The Blog

The role of the audience

by Heather Neill
Saturday, April 5th, 2008

Is it time to consider classes in how to be part of an audience? Mobile phone incidents - especially involving an exploding Richard Griffiths - are now part of theatre history. Following jokey newspaper features, blog fury and huffing stalls inhabitants (some of whom, enjoying the moral high ground, make more noise than the original tinny rendering of The William Tell Overture) such incidents are fewer.

It is the texters who now need to be “civilised”. Little lights go on down the row and intensity is diluted, partly because it is clear that we are not all sharing the same moment. I’m not talking about a desperate search for distraction when the activity on stage has become tedious, which might at least be understandable. During a recent performance of the riveting production of Dealer’s Choice at Trafalgar Studios two people simply could not stop fiddling with their twinkling mobiles. They seemed to need to have something else to do. Has multi-tasking (or half concentration) become ubiquitous?

I realise I’m on dangerous ground here. An experienced middle class theatre-goer, I can’t help wishing for utter commitment from everyone else. But I don’t want theatre-going to be an exclusive activity either. It would be nice if people could be persuaded to put aside technology for long enough to discover the full enjoyment of sharing a theatre visit with a roomful of strangers. Perhaps - just possibly - those texters were telling their mates what a great time they were having. Perhaps they were accessing office memos (it was a matinee). Perhaps they simply didn’t realise this was meant to be a shared activity, that the role of audience member is vital and quite different when the players are there before you as opposed to on a screen.

Any actor will tell you that an audience can be read, smelt, sussed in the first seconds of a performance. In our darkened ranks we are individuals, but we also make a whole, one thing. Which brings me to the misguided experiment taking place at the moment at the Lyric, Hammersmith. Sitting on the theatre’s roof terrace and observing a drama unfold in the offices opposite, the audience is fragmented, individuals isolated by the necessity to wear ear phones. A joke cannot be shared, tension is reduced. The collective animal is neutered.

By contrast, when the Globe season opens later this month it will be impossible for spectators not to be part of the group. The physical circumstances - everyone can see everyone else in the same light; if it rains several hundred people are united in coping - contribute to a sense of cameraderie. While this obviously can’t be replicated everywhere, something might be learned from the fact that this audience cannot be passive recipients, that being in this place at this time with these particular people makes every visit unique.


● Try it
An exact retyping of every record is required.

● Recorded data
== Segment start ==

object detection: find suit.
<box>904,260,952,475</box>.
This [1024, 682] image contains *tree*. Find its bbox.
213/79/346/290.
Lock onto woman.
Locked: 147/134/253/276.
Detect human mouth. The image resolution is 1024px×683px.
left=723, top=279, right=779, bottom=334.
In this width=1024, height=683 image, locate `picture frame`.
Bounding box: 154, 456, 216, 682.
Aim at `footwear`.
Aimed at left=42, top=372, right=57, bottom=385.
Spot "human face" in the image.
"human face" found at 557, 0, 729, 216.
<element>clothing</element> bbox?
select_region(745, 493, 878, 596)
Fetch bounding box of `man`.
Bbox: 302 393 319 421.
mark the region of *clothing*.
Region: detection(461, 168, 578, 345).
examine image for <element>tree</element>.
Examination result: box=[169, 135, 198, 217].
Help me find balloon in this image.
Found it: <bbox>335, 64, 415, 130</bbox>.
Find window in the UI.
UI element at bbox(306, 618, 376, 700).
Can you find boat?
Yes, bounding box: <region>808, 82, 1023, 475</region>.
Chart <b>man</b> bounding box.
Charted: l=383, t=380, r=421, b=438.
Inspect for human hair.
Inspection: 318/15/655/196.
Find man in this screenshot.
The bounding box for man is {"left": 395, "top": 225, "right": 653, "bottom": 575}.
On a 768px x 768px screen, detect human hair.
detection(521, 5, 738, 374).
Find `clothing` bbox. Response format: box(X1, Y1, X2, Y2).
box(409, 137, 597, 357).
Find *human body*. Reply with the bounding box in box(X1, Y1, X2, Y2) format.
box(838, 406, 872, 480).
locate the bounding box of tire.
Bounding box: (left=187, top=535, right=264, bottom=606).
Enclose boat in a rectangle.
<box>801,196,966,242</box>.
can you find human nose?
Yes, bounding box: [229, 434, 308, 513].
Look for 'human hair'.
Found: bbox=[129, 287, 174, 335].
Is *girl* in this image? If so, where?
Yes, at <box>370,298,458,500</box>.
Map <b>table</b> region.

== Segment end ==

● Written answer
object detection: find suit.
<box>904,260,952,475</box>.
This [1024, 682] image contains *tree*. Find its bbox.
213/79/346/290.
Lock onto woman.
Locked: 147/134/253/276.
Detect human mouth. The image resolution is 1024px×683px.
left=723, top=279, right=779, bottom=334.
In this width=1024, height=683 image, locate `picture frame`.
Bounding box: 154, 456, 216, 682.
Aim at `footwear`.
Aimed at left=42, top=372, right=57, bottom=385.
Spot "human face" in the image.
"human face" found at 557, 0, 729, 216.
<element>clothing</element> bbox?
select_region(745, 493, 878, 596)
Fetch bounding box of `man`.
Bbox: 302 393 319 421.
mark the region of *clothing*.
Region: detection(461, 168, 578, 345).
examine image for <element>tree</element>.
Examination result: box=[169, 135, 198, 217].
Help me find balloon in this image.
Found it: <bbox>335, 64, 415, 130</bbox>.
Find window in the UI.
UI element at bbox(306, 618, 376, 700).
Can you find boat?
Yes, bounding box: <region>808, 82, 1023, 475</region>.
Chart <b>man</b> bounding box.
Charted: l=383, t=380, r=421, b=438.
Inspect for human hair.
Inspection: 318/15/655/196.
Find man in this screenshot.
The bounding box for man is {"left": 395, "top": 225, "right": 653, "bottom": 575}.
On a 768px x 768px screen, detect human hair.
detection(521, 5, 738, 374).
Find `clothing` bbox. Response format: box(X1, Y1, X2, Y2).
box(409, 137, 597, 357).
Find *human body*. Reply with the bounding box in box(X1, Y1, X2, Y2) format.
box(838, 406, 872, 480).
locate the bounding box of tire.
Bounding box: (left=187, top=535, right=264, bottom=606).
Enclose boat in a rectangle.
<box>801,196,966,242</box>.
can you find human nose?
Yes, bounding box: [229, 434, 308, 513].
Look for 'human hair'.
Found: bbox=[129, 287, 174, 335].
Is *girl* in this image? If so, where?
Yes, at <box>370,298,458,500</box>.
Map <b>table</b> region.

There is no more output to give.